Noise (Hastings' Dictionary)
This subst. is no longer used of music in a good or neutral sense, as we find it in Ps 33% ‘Play skilfully with a loud noise.’ Cf. Bunyan, PP, 206: ‘Mercy. Hark, don’t you hear a Noise? Curis. Yes, ’tis as I believe, a Noise of Musick, for joy that we are here’; Ps 475, Pr. Bk. ‘God is gone up with a merry noise’; and Milton, At a ‘olemn Music, line 18— ‘That we on earth with undiscording voice May rightly answer that melodious noise.’ The verb ‘to noise’ is no longer in use.

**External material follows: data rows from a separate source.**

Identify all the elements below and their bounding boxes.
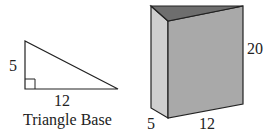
prism-side-face	[151, 6, 168, 118]
triangle-base-figure: 5 12 Triangle Base	[9, 41, 118, 129]
prism-width-label: 12	[199, 115, 215, 132]
prism-height-label: 20	[247, 40, 263, 57]
prism-front-face	[168, 6, 243, 118]
diagram-canvas: 5 12 Triangle Base 20 5 12	[0, 0, 279, 136]
triangle-caption: Triangle Base	[23, 111, 112, 129]
triangle-base-label: 12	[54, 92, 70, 109]
triangular-prism-figure: 20 5 12	[147, 6, 263, 132]
prism-depth-label: 5	[147, 115, 155, 132]
triangle-height-label: 5	[9, 57, 17, 74]
right-triangle	[25, 41, 118, 89]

It occurs five times in AV: Jos 6” ‘His fame was noised throughout all the country’ (RV ‘his fame was in all the land’); Jth 10 ‘Her coming was noised among the tents’; Mk 2! ‘It was noised that he was in the house’ ; Lk 1% ‘All these say- ings were noised abroad’; Ac 2° ‘When this was noised abroad’ (RV ‘when this sound was heard’). Ci. Mt 955 Tind. ‘ And this was noysed through out NOISOME all that lande’; 28" Tind.
‘And this sayinge is noysed amonge the Jewes unto this daye’; and Hacket in Life of Abp. Williams (referring to Dr. Collins), ‘His works in print against Eudaemon and Fitzherbert, sons of Anak among the Jesuits, do noise him far and wide.’ J. HASTINGS. NOISOME is a shortened form of ‘annoy-some.’ And ‘annoy’ is regarded by Skeat and Murray (after Diez) as formed (through the Fr.) from the Lat. in odio.
The phrase est mihi in odio, ‘it is hateful to me,’ became contracted to inodio, which was regarded as a subst., ‘hate,’ ‘annoyance.’ In AV the word is used of weeds (Job 31%"), pestilence (Ps 91°), beasts (Ezk 1418. 21), a smell (2 Mac 9°), and a sore (Rev 167), and the meaning is always trouble- some, not as now loathsome.* ench (On AV o, NT, p. 47) says that in the beginning of the 17t cent. the word was acquiring its mod.
meaning, and on that account Tindale’s rendering of 1 Ti 6° ‘They that wilbe ryche, faule into temptacion and snares, and into many folysshe and noysome lustes,’ which all the versions till 1611 (except the Rhemish) accepted, was changed in AV into ‘ hurt- ful lusts.’ In the Act of Henry vim.
prohibiting the use of Tindale’s version (1543) it is stated to be requisite that the land be purged ‘of all such bookes, writinges, sermones, disputacions, argu- mentes, balades, plaies, rimes, songs, teachinges and instructions, as be pestiferous and noysome.’ Tindale speaks of the flies in the Egyptian plague as ‘noysom’ (Ex 85). Cranmer’s meaning is the same when he writes to Henry vit. (Works, i.
160), ‘I was purposed this week according to m duties to have waited upon yom Grace, but Ἷ am so vexed with a catarrh and a rheum in my head, that not only it should be dangerous «unto me, but also noisome unto your Grace, Ὁ reason of extreme coughing and excreations whic I cannot eschew.
’ But Fuller (Holy State, 305) is more modern : ‘ When the soul (the best perfume of the body) is departed from it, it becomes so noysome a carcasse, that should I make a descrip- tion of the lothsomnesse thereof, some dainty dames would hold their noses in reading it.’ J. HASTINGS.
This topic also has an entry in the International Standard Bible Encyclopedia. Both articles offer independent scholarly perspectives.